How Congress Is Looking to Fix Immigration Enforcement Problem
Cully Stimson /
The United States Senate is scheduled to hold a procedural vote on Wednesday on two bills related to immigration enforcement. The sanctuary cities and “Kate’s Law” bills were combined last year, but failed to overcome the 60-vote threshold needed to proceed to the bill.
Senate Democrats blocked the combined bill in October 2015.
The two bills were separated this time around because of concerns that some have about a mandatory minimum sentences provision of Kate’s Law.
The sanctuary cities bill, officially titled Senate Bill 3100 (the Stop Dangerous Sanctuary Cities Act), allows state and local law enforcement to cooperate with federal immigration and law enforcement officials with regard to actions taken to comply with an immigration detainer.

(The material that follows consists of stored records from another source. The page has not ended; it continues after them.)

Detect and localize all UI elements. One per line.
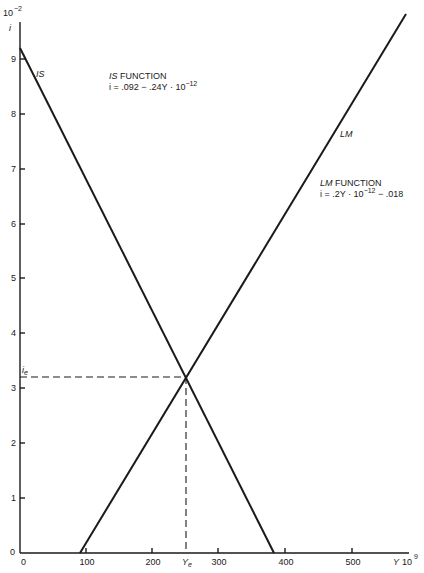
x-tick-label: 500 — [345, 557, 360, 567]
y-zero-label: 0 — [10, 547, 15, 557]
x-tick-label: 300 — [211, 557, 226, 567]
y-tick-label: 5 — [11, 273, 16, 283]
y-tick-label: 4 — [11, 328, 16, 338]
x-tick-label: 400 — [278, 557, 293, 567]
lm-function-annotation: LM FUNCTION i = .2Y · 10−12 − .018 — [320, 178, 403, 199]
x-tick-label: 200 — [145, 557, 160, 567]
svg-text:10: 10 — [3, 8, 13, 18]
y-tick-label: 8 — [11, 109, 16, 119]
y-tick-labels: 1 2 3 4 5 6 7 8 9 0 — [10, 54, 16, 557]
is-function-annotation: IS FUNCTION i = .092 − .24Y · 10−12 — [109, 71, 197, 92]
svg-text:i = .092 − .24Y · 10−12: i = .092 − .24Y · 10−12 — [109, 80, 197, 92]
x-zero-label: 0 — [21, 557, 26, 567]
y-ticks — [20, 59, 25, 498]
is-curve-label: IS — [36, 69, 45, 79]
y-axis-var: i — [9, 23, 12, 33]
svg-text:−2: −2 — [14, 5, 22, 12]
lm-curve-label: LM — [340, 129, 353, 139]
svg-text:9: 9 — [414, 553, 418, 560]
is-lm-chart: 1 2 3 4 5 6 7 8 9 0 0 100 200 300 400 50… — [0, 0, 424, 573]
y-tick-label: 6 — [11, 219, 16, 229]
x-axis-unit-label: Y 10 9 — [393, 553, 418, 567]
svg-text:i = .2Y · 10−12 − .018: i = .2Y · 10−12 − .018 — [320, 187, 403, 199]
y-tick-label: 7 — [11, 164, 16, 174]
y-tick-label: 9 — [11, 54, 16, 64]
x-axis-var: Y — [393, 557, 400, 567]
y-tick-label: 3 — [11, 383, 16, 393]
x-tick-label: 100 — [79, 557, 94, 567]
ie-label: ie — [22, 365, 28, 376]
y-tick-label: 2 — [11, 438, 16, 448]
ye-label: Ye — [182, 557, 192, 568]
svg-text:IS FUNCTION: IS FUNCTION — [109, 71, 167, 81]
x-ticks — [86, 548, 352, 553]
lm-curve — [80, 14, 406, 553]
is-curve — [20, 48, 274, 553]
y-axis-unit-label: 10 −2 i — [3, 5, 22, 33]
svg-text:10: 10 — [402, 557, 412, 567]
y-tick-label: 1 — [11, 493, 16, 503]
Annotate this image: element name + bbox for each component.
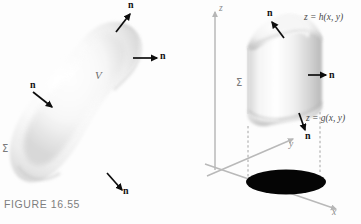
normal-label-left-bottom: n [123, 186, 129, 196]
figure-caption: FIGURE 16.55 [4, 198, 80, 210]
volume-label: V [95, 70, 102, 81]
axis-label-z: z [219, 4, 223, 14]
figure-artwork [0, 0, 361, 224]
top-surface-equation-label: z = h(x, y) [304, 13, 343, 23]
projection-shadow [246, 170, 326, 195]
bottom-surface-equation-label: z = g(x, y) [306, 114, 345, 124]
axis-label-y: y [289, 140, 293, 150]
normal-label-right-side: n [329, 70, 335, 80]
normal-arrow-bottom [107, 173, 122, 190]
normal-label-left-upper-right: n [160, 51, 166, 61]
normal-label-left-left: n [30, 80, 36, 90]
normal-label-left-top: n [128, 0, 134, 10]
surface-label-right: Σ [236, 78, 242, 88]
right-solid-group [248, 14, 322, 126]
normal-label-right-top: n [267, 8, 273, 18]
figure-container: n n n n V Σ z y x n n n Σ z = h(x, y) z … [0, 0, 361, 224]
axis-label-x: x [332, 208, 336, 218]
normal-label-right-bottom: n [305, 131, 311, 141]
surface-label-left: Σ [2, 144, 8, 154]
left-solid-group [10, 22, 141, 183]
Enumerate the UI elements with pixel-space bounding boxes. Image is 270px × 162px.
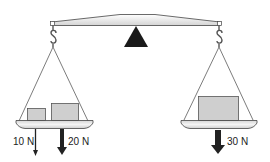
force-label-30n: 30 N <box>227 137 248 147</box>
right-box <box>199 97 239 121</box>
right-hook-icon <box>217 26 222 47</box>
force-label-10n: 10 N <box>13 137 34 147</box>
fulcrum-triangle <box>124 26 148 47</box>
left-pan <box>16 121 93 129</box>
left-hook-icon <box>51 26 56 47</box>
left-small-box <box>28 109 46 121</box>
balance-scale-diagram: 10 N 20 N 30 N <box>0 0 270 162</box>
force-label-20n: 20 N <box>68 137 89 147</box>
beam-left-end-cap <box>51 22 55 26</box>
beam <box>51 15 222 26</box>
force-arrow-20n <box>57 129 67 155</box>
right-pan <box>181 121 257 129</box>
beam-right-end-cap <box>218 22 222 26</box>
force-arrow-30n <box>211 130 225 154</box>
left-large-box <box>52 104 79 121</box>
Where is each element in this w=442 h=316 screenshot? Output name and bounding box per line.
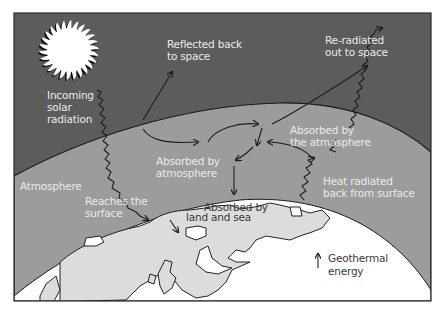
energy-balance-diagram: Incoming solar radiation Reflected back … [0,0,442,316]
label-reradiated: Re-radiated out to space [325,34,388,58]
label-absorbed-atmosphere-center: Absorbed by atmosphere [156,155,223,179]
label-atmosphere: Atmosphere [20,180,82,192]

It shields the state, political subdivision, officer, or agent of such states from any legal liability if their actions were taken in compliance with the immigration detainer.

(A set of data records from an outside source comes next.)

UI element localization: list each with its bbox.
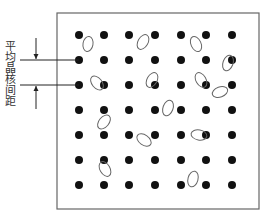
grain-ellipse [82, 36, 94, 53]
nucleus-dot [125, 56, 133, 64]
nucleus-dot [125, 31, 133, 39]
nucleus-dot [177, 106, 185, 114]
nucleus-dot [202, 106, 210, 114]
grain-ellipse [97, 160, 114, 179]
nucleus-dot [151, 181, 159, 189]
nucleus-dot [202, 156, 210, 164]
nucleus-dot [100, 81, 108, 89]
nucleus-dot [75, 31, 83, 39]
grain-ellipse [88, 74, 106, 93]
nucleus-dot [228, 31, 236, 39]
nucleus-dot [100, 131, 108, 139]
nucleus-dot [228, 156, 236, 164]
nucleus-dot [125, 181, 133, 189]
grain-ellipse [95, 113, 113, 132]
nucleus-dot [125, 131, 133, 139]
nucleus-dot [177, 131, 185, 139]
nucleus-dot [151, 131, 159, 139]
nucleus-dot [228, 81, 236, 89]
nucleus-dot [151, 56, 159, 64]
grain-ellipse [188, 35, 204, 54]
grain-ellipse [135, 33, 152, 52]
nucleus-dot [75, 106, 83, 114]
nucleus-dot [177, 56, 185, 64]
nucleus-dot [151, 156, 159, 164]
nucleus-dot [125, 156, 133, 164]
nucleus-dot [202, 31, 210, 39]
nucleus-dot [125, 106, 133, 114]
nucleus-dot [177, 31, 185, 39]
arrow-up-icon [34, 86, 39, 91]
nucleus-dot [202, 56, 210, 64]
grain-ellipse [161, 99, 176, 117]
nucleus-dot [100, 181, 108, 189]
nucleus-dot [177, 156, 185, 164]
nucleus-dot [125, 81, 133, 89]
nucleus-dot [100, 31, 108, 39]
nucleus-dot [228, 56, 236, 64]
nucleus-dot [228, 106, 236, 114]
grain-ellipse [135, 131, 154, 148]
nucleus-dot [75, 156, 83, 164]
nucleus-dot [228, 131, 236, 139]
nucleus-dot [75, 131, 83, 139]
grain-ellipse [211, 85, 229, 100]
nucleus-dot [228, 181, 236, 189]
nucleus-dot [151, 31, 159, 39]
nucleation-diagram [0, 0, 272, 223]
nucleus-dot [202, 181, 210, 189]
grain-ellipse [186, 170, 200, 188]
average-nucleus-spacing-label: 平均晶核间距 [2, 40, 16, 106]
nucleus-dot [100, 56, 108, 64]
spacing-dimension [20, 38, 79, 109]
nucleus-dot [100, 106, 108, 114]
arrow-down-icon [34, 54, 39, 59]
nucleus-dot [75, 181, 83, 189]
nucleus-dot [151, 106, 159, 114]
nucleus-dot [177, 181, 185, 189]
nucleus-dot [177, 81, 185, 89]
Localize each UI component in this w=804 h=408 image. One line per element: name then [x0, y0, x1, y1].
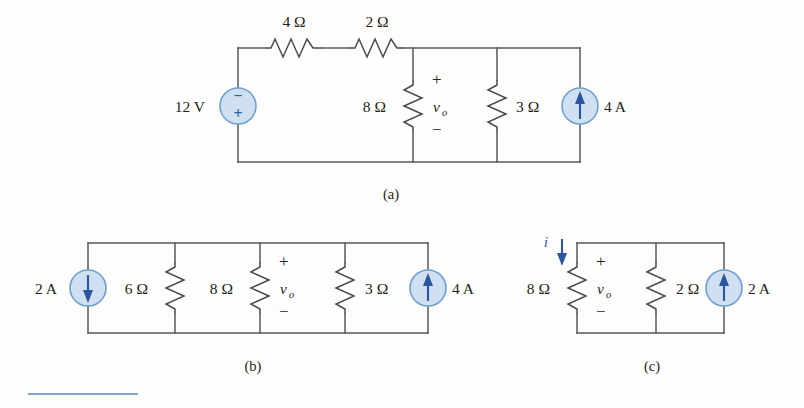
resistor-c-8ohm-symbol	[568, 262, 586, 314]
label-c-vo-symbol: v	[597, 280, 604, 297]
label-c-vo-subscript: o	[606, 289, 611, 300]
label-c-vo-plus: +	[596, 252, 606, 271]
label-b-8ohm: 8 Ω	[210, 280, 233, 297]
label-a-2ohm: 2 Ω	[365, 13, 388, 30]
circuit-diagram-canvas: − + 4 Ω 2 Ω 12 V 8 Ω 3 Ω 4 A + v o − (a)	[0, 0, 804, 408]
resistor-b-3ohm-symbol	[336, 262, 354, 314]
resistor-a-3ohm-symbol	[488, 80, 506, 132]
current-arrow-c-i-icon	[557, 239, 567, 266]
circuit-c: i 8 Ω 2 Ω 2 A + v o − (c)	[527, 233, 771, 375]
label-b-vo-subscript: o	[289, 289, 294, 300]
resistor-c-2ohm-symbol	[647, 262, 665, 314]
label-a-8ohm: 8 Ω	[363, 98, 386, 115]
label-a-vo-plus: +	[432, 70, 442, 89]
label-b-vo-minus: −	[279, 302, 289, 321]
label-c-i: i	[544, 233, 548, 250]
resistor-a-4ohm-symbol	[266, 39, 322, 57]
label-a-vo-subscript: o	[442, 107, 447, 118]
label-b-2a: 2 A	[35, 280, 58, 297]
label-a-vo-minus: −	[432, 120, 442, 139]
label-c-2ohm: 2 Ω	[676, 280, 699, 297]
caption-b: (b)	[245, 358, 262, 375]
label-b-6ohm: 6 Ω	[125, 280, 148, 297]
label-a-vo-symbol: v	[433, 98, 440, 115]
label-c-8ohm: 8 Ω	[527, 280, 550, 297]
voltage-source-a-minus-sign: −	[233, 87, 242, 104]
label-b-4a: 4 A	[452, 280, 475, 297]
label-b-vo-symbol: v	[280, 280, 287, 297]
resistor-a-2ohm-symbol	[350, 39, 404, 57]
label-b-3ohm: 3 Ω	[365, 280, 388, 297]
label-a-4ohm: 4 Ω	[282, 13, 305, 30]
caption-c: (c)	[644, 358, 660, 375]
label-c-vo-minus: −	[596, 302, 606, 321]
label-a-3ohm: 3 Ω	[516, 98, 539, 115]
label-a-4a: 4 A	[604, 98, 627, 115]
resistor-b-6ohm-symbol	[166, 262, 184, 314]
figure-root: − + 4 Ω 2 Ω 12 V 8 Ω 3 Ω 4 A + v o − (a)	[0, 0, 804, 408]
voltage-source-a-plus-sign: +	[233, 105, 242, 122]
label-a-12v: 12 V	[175, 98, 206, 115]
circuit-a: − + 4 Ω 2 Ω 12 V 8 Ω 3 Ω 4 A + v o − (a)	[175, 13, 627, 203]
caption-a: (a)	[383, 186, 399, 203]
label-b-vo-plus: +	[279, 252, 289, 271]
resistor-a-8ohm-symbol	[404, 80, 422, 132]
resistor-b-8ohm-symbol	[251, 262, 269, 314]
label-c-2a: 2 A	[748, 280, 771, 297]
circuit-b: 2 A 6 Ω 8 Ω 3 Ω 4 A + v o − (b)	[35, 243, 475, 375]
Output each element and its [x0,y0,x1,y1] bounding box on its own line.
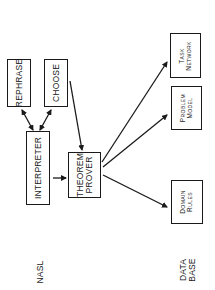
node-problem-model-label: Problem Model [180,94,194,122]
row-label-nasl: NASL [36,260,45,283]
node-theorem-prover-label: THEOREM PROVER [76,153,94,197]
node-rephrase-label: REPHRASE [15,59,24,107]
edge-interpreter-choose [40,110,51,130]
row-label-database: DATA BASE [179,258,197,281]
node-task-network-line2: Network [186,41,193,70]
node-problem-model: Problem Model [171,86,202,130]
node-theorem-prover-line2: PROVER [85,153,94,197]
node-theorem-prover: THEOREM PROVER [68,152,101,198]
node-domain-rules-line2: Rules [187,190,194,213]
row-label-nasl-container: NASL [30,260,50,284]
node-domain-rules: Domain Rules [171,180,203,224]
node-task-network-label: Task Network [179,41,193,70]
node-problem-model-line2: Model [187,94,194,122]
node-choose-label: CHOOSE [52,64,61,102]
node-interpreter-label: INTERPRETER [34,137,43,199]
node-domain-rules-label: Domain Rules [180,190,194,213]
edge-theorem-prover-task-network [102,62,167,162]
node-task-network: Task Network [170,33,201,78]
edge-interpreter-rephrase [22,110,33,130]
edge-theorem-prover-domain-rules [103,175,167,207]
row-label-database-container: DATA BASE [176,256,200,284]
node-interpreter: INTERPRETER [26,131,50,205]
row-label-database-line2: BASE [188,258,197,281]
node-choose: CHOOSE [44,59,68,107]
edge-theorem-prover-problem-model [103,115,167,167]
node-rephrase: REPHRASE [7,59,31,107]
edge-choose-theorem-prover [70,81,82,150]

One of the primary motivations of this bill is to give liability protection to local law enforcement for complying with immigration detainers. In 2013, a federal court of appeals ruled that immigration detainers do not and cannot compel a state or local law enforcement agency to detain suspected aliens subject to removal.
As a result of this and another decision, some have suggested that states and local officials may be subject to liability for complying with immigration detainers.

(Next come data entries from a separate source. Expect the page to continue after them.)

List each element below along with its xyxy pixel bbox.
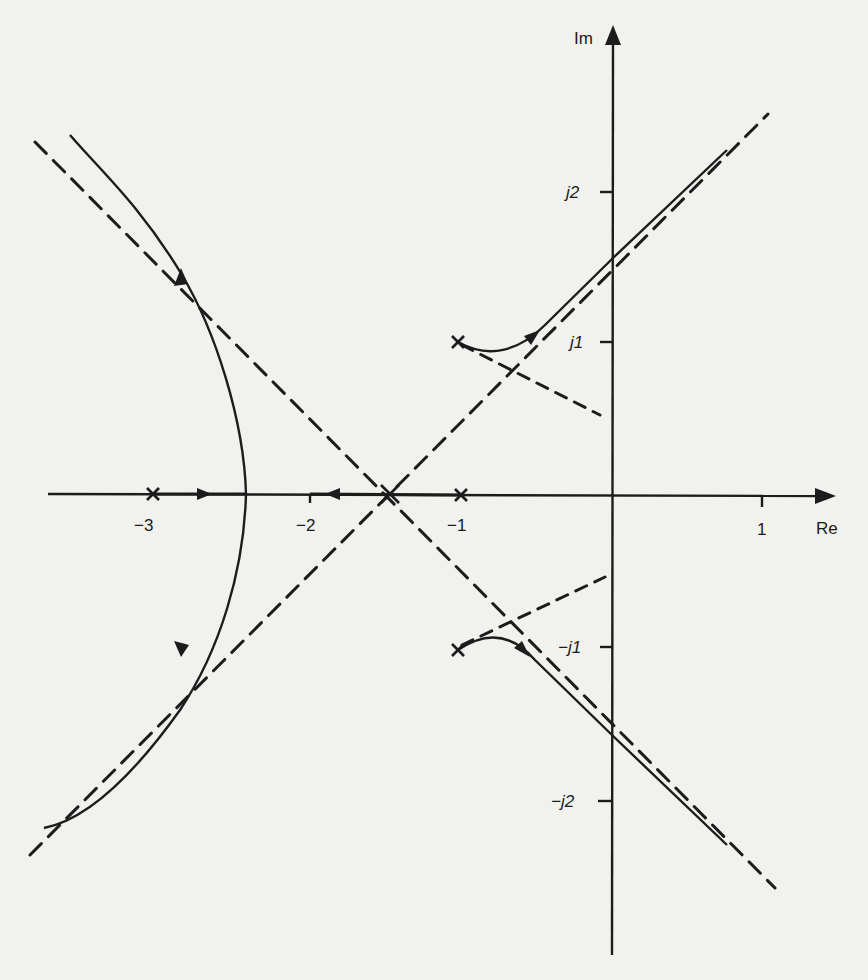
departure-line-lower (462, 577, 605, 645)
arrow-right-icon (197, 488, 212, 500)
tick-label-minus-3: −3 (134, 516, 153, 535)
tick-label-j1: j1 (568, 333, 583, 352)
arrow-down-left-icon (174, 641, 189, 657)
real-axis-arrow-icon (815, 488, 836, 504)
departure-line-upper (462, 345, 600, 415)
arrow-up-left-icon (174, 268, 188, 286)
asymptote-135-315 (35, 142, 775, 888)
asymptote-45-225 (30, 114, 768, 855)
pole-upper-complex-icon (452, 336, 464, 348)
tick-label-1: 1 (757, 520, 766, 539)
imaginary-axis-label: Im (574, 29, 593, 48)
imaginary-axis-arrow-icon (605, 25, 621, 45)
asymptotes (30, 114, 775, 888)
tick-label-j2: j2 (564, 183, 580, 202)
arrow-upper-branch-icon (524, 330, 540, 345)
pole-lower-complex-icon (452, 644, 464, 656)
tick-label-minus-2: −2 (296, 516, 315, 535)
tick-label-minus-j1: −j1 (558, 638, 581, 657)
tick-label-minus-1: −1 (447, 516, 466, 535)
real-axis-label: Re (816, 519, 838, 538)
left-branch-lower (44, 494, 246, 828)
imaginary-axis (605, 25, 621, 955)
tick-label-minus-j2: −j2 (551, 792, 575, 811)
upper-complex-branch (458, 150, 727, 351)
root-locus-diagram: Im Re −3 −2 −1 1 j2 j1 −j1 −j2 (0, 0, 868, 980)
lower-complex-branch (458, 637, 727, 845)
arrow-left-icon (325, 488, 340, 500)
left-branch-upper (70, 135, 246, 494)
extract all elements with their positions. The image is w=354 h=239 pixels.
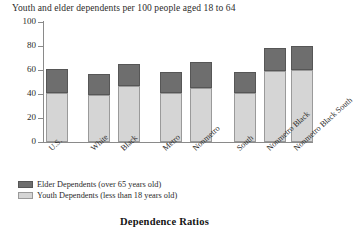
chart-title: Youth and elder dependents per 100 peopl… (12, 3, 236, 13)
plot-area (44, 22, 312, 142)
bar-segment-youth[interactable] (118, 86, 140, 142)
bar-segment-youth[interactable] (234, 93, 256, 142)
chart-legend: Elder Dependents (over 65 years old)Yout… (18, 179, 177, 201)
bar-segment-youth[interactable] (46, 93, 68, 142)
bar-u-s[interactable] (46, 69, 68, 142)
bar-segment-elder[interactable] (234, 72, 256, 92)
bar-segment-elder[interactable] (88, 74, 110, 96)
bar-black[interactable] (118, 64, 140, 142)
y-tick-label: 100 (0, 16, 36, 26)
legend-label: Youth Dependents (less than 18 years old… (37, 190, 177, 201)
bar-nonmetro-black[interactable] (264, 48, 286, 142)
y-tick-label: 60 (0, 64, 36, 74)
bar-segment-youth[interactable] (160, 93, 182, 142)
bar-segment-elder[interactable] (264, 48, 286, 71)
bar-south[interactable] (234, 72, 256, 142)
legend-item[interactable]: Youth Dependents (less than 18 years old… (18, 190, 177, 201)
bar-segment-elder[interactable] (118, 64, 140, 86)
bar-segment-elder[interactable] (46, 69, 68, 93)
bar-white[interactable] (88, 74, 110, 142)
bar-segment-elder[interactable] (291, 46, 313, 70)
bar-segment-elder[interactable] (160, 72, 182, 92)
y-tick-label: 20 (0, 112, 36, 122)
legend-swatch-elder (18, 181, 33, 188)
y-tick-label: 0 (0, 136, 36, 146)
bar-metro[interactable] (160, 72, 182, 142)
legend-swatch-youth (18, 192, 33, 199)
y-tick-label: 80 (0, 40, 36, 50)
y-tick-label: 40 (0, 88, 36, 98)
chart-caption: Dependence Ratios (0, 216, 329, 227)
legend-label: Elder Dependents (over 65 years old) (37, 179, 161, 190)
legend-item[interactable]: Elder Dependents (over 65 years old) (18, 179, 177, 190)
bar-segment-elder[interactable] (190, 62, 212, 88)
y-tick-mark (38, 142, 44, 143)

As we have detailed before, sanctuary cities generally prevent local law enforcement authorities from cooperating with federal immigration officers. It allows those localities to protect illegal aliens from deportation.
The Center for Immigration Studies estimates that there are approximately 340 sanctuary cities in the United States as of 2015. A map to those cities is linked here.
Kate Steinle was the 32-year-old women who, while walking with her father on a pier in San Francisco, was shot and killed by an illegal alien who had been deported five times and had seven felony convictions. The city of San Francisco, a notorious and blatant sanctuary city, let the killer free from a detainer just days before he murdered Steinle.
Her case has become the poster case against sanctuary cities, as we have written here, here, and here.
Kate’s Law would establish mandatory minimum sentences for illegal aliens who had been previously removed from the United States and then re-caught inside the United States. The bill, which is modest in its scope, would increase the punishment from its current penalty of imprisonment of not more than two years to imprisonment not less than five years and not more than six.
In other sections, it changes the penalty from not more than 20 years to not less than five and not more than 20, or, not more than 10 years to not less than five years and not more than 10 years.
These modest increases in sentences for recidivist criminal aliens makes sense given the scope of the problem.
Whether either of these laws get past the 60-vote threshold is anyone’s guess.